Train Low and Race High is a recent concept that is gaining popularity with the endurance crowd in the last few years. There is growing research that it is indeed a valid training concept for training. Essentially, train low race high refers to training with lower glycogen stores and racing with high glycogen stores.
This can be accomplished a few ways; daily training with incomplete post exercise nutrition, twice a day training, and training in a fasted state. Significant time to exhaustion and total work performed were noted in the 2x training a day groups. The ability of the muscles that were trained in low conditions showed significant ability for the muscles to burn fat for energy and and to uptake carbs for glycogen storage.
This is turning the concept of never going into muscle glycogen debt into consideration. It is perhaps giving up the workout that is done in glycogen depletion in order to make physiological adaptations for a future race.
Training with low glycogen levels don't seem to impart any significant value to strength training.
Although there has been shown some cool aerobic metabolism changes that occur, no real performance gains have been noted on race day for high intensity activities. Only longer distance may show some gains. So that is a huge point to take into consideration.
It is more stressful to train this way. Stress hormones will increase. The lowering of post exercise immunity can lead to more colds and sickness. There will be less training volume as you can't last as long in each session.
There are some points for training this way for some physiological adaptations, but how much this translates into performance is still up for debate. There will be some definite drawbacks for training this way full time, but perhaps early in a training cycle makes sense.
This is a great paper from pponline. Sports Nutrition: The latest in low glycogen training. This was a great video on High Performance Training and Nutrition.
Jamie Scott—High Performance Evolutionary Fitness - Using EvoBio to Optimize Training for Endurance (AHS12) from Ancestral Health Society on Vimeo.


■ Exercise description
From the line containing "is (266, 568)." through the last line of the entries below, print each line exactly. Pictures stay out.

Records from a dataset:
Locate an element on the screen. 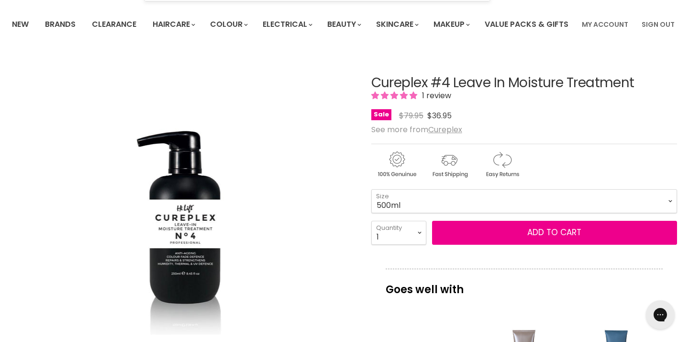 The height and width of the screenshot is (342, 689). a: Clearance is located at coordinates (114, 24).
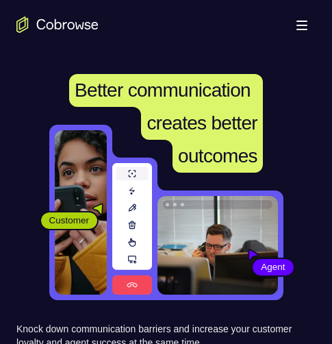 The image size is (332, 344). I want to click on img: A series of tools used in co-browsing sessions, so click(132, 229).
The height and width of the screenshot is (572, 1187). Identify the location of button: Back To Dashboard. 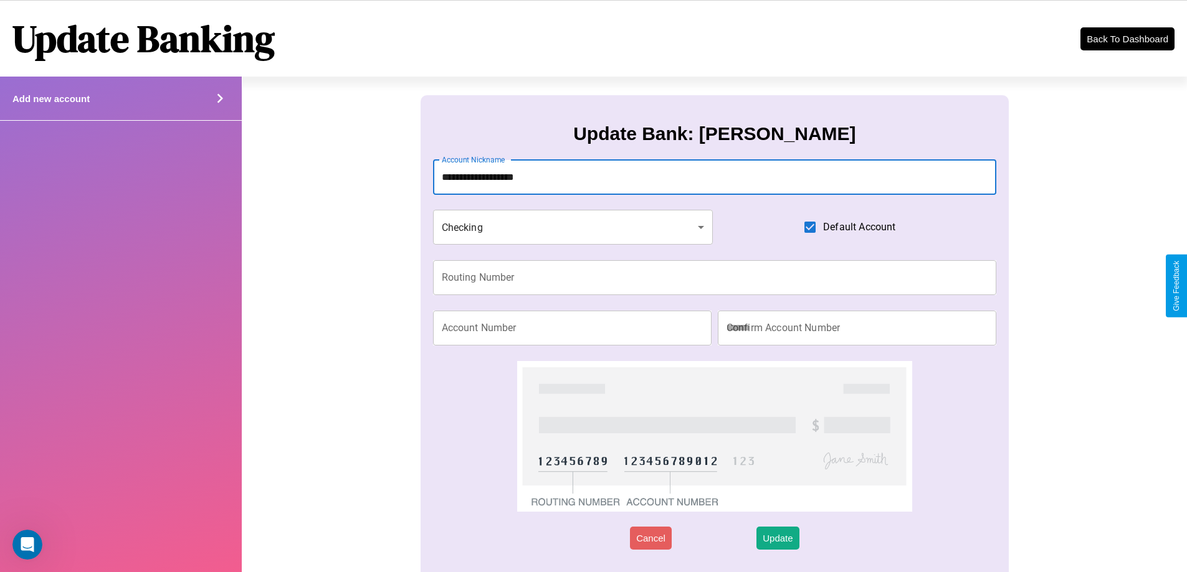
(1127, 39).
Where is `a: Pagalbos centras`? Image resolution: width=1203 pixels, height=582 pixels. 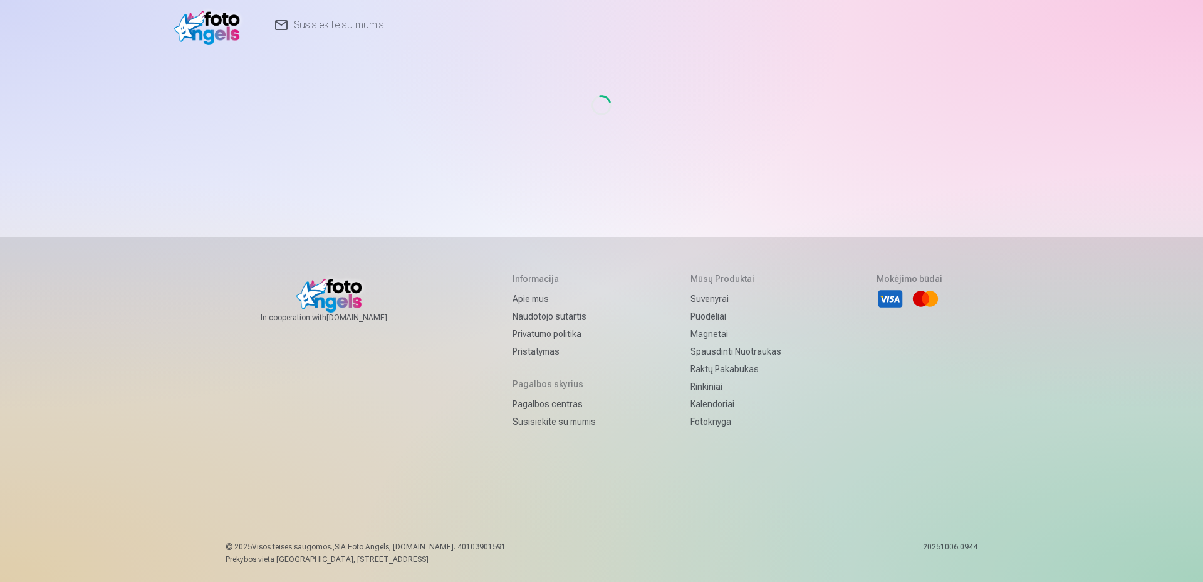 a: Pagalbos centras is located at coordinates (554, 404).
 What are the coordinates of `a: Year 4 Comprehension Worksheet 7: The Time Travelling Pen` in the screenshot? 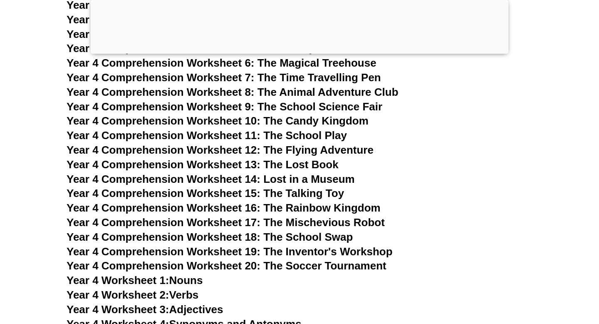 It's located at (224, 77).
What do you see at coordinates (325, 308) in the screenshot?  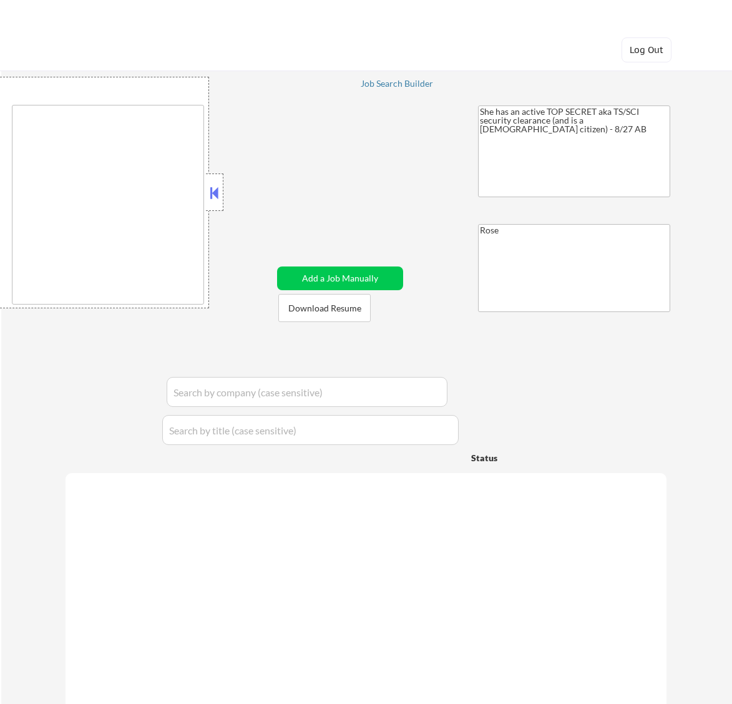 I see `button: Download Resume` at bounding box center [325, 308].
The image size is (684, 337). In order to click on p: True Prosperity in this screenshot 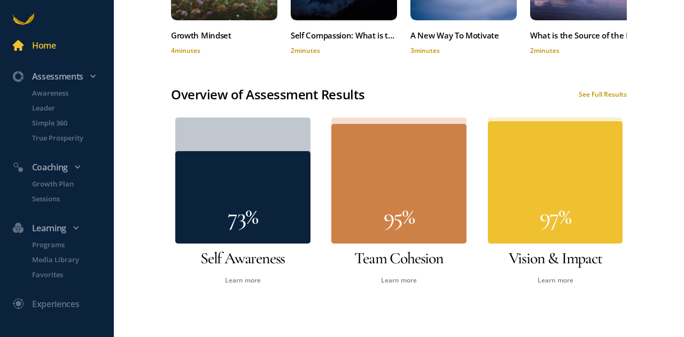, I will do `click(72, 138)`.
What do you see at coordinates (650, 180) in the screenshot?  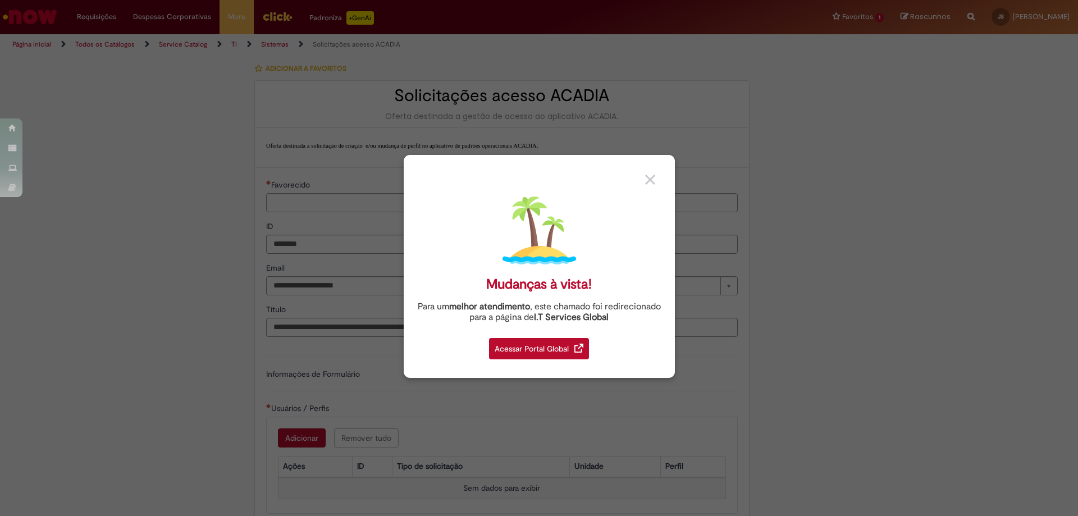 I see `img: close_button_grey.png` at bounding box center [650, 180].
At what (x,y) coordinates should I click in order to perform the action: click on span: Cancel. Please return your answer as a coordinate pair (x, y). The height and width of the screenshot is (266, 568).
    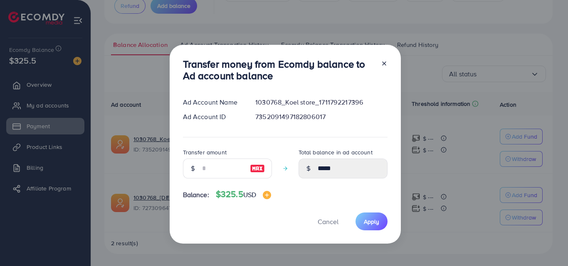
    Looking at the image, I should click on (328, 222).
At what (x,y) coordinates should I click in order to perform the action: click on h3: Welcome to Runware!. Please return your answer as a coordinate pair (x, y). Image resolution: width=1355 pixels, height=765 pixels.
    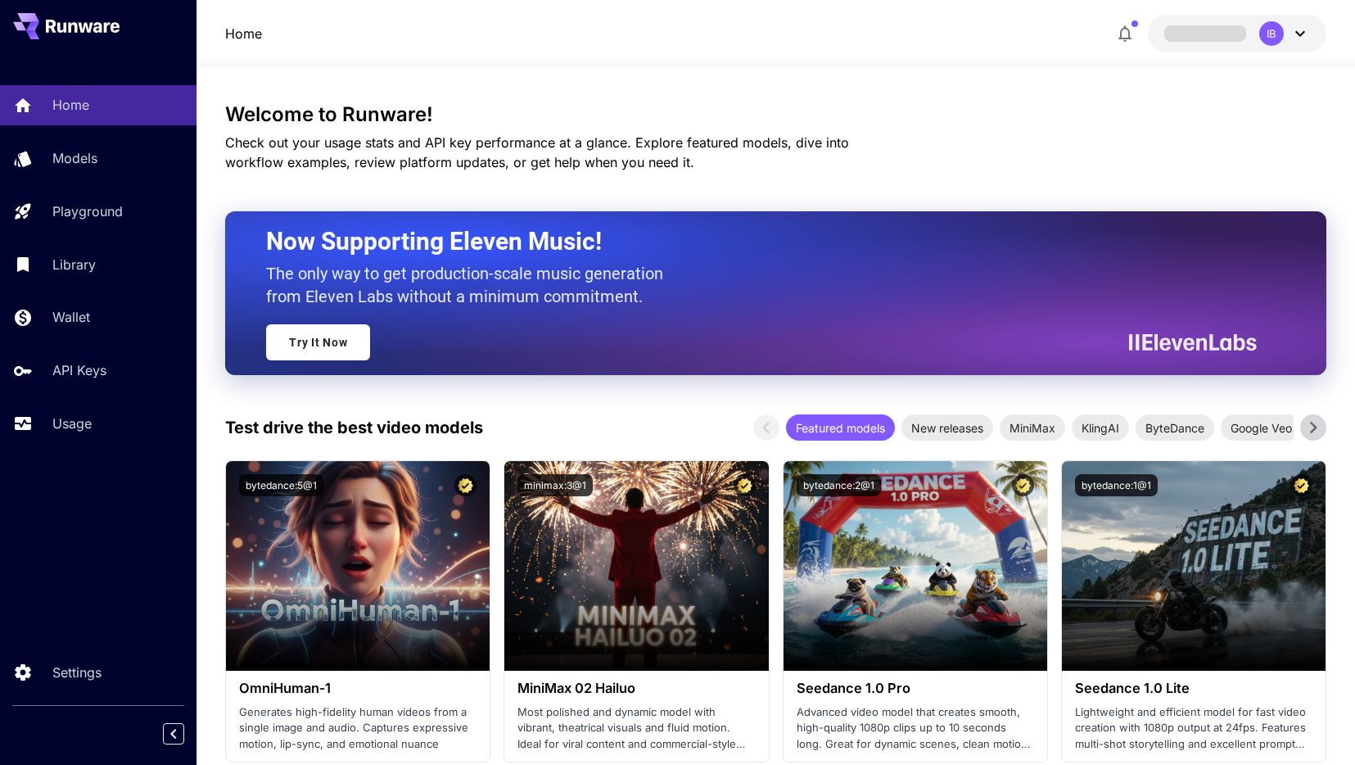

■ Result of this task
At what (x,y) coordinates should I click in order to perform the action: click on span: Cancel. Please return your answer as a coordinate pair (x, y). The height and width of the screenshot is (266, 568).
    Looking at the image, I should click on (328, 222).
At what (x,y) coordinates should I click in order to perform the action: click on h3: Welcome to Runware!. Please return your answer as a coordinate pair (x, y). Image resolution: width=1355 pixels, height=765 pixels.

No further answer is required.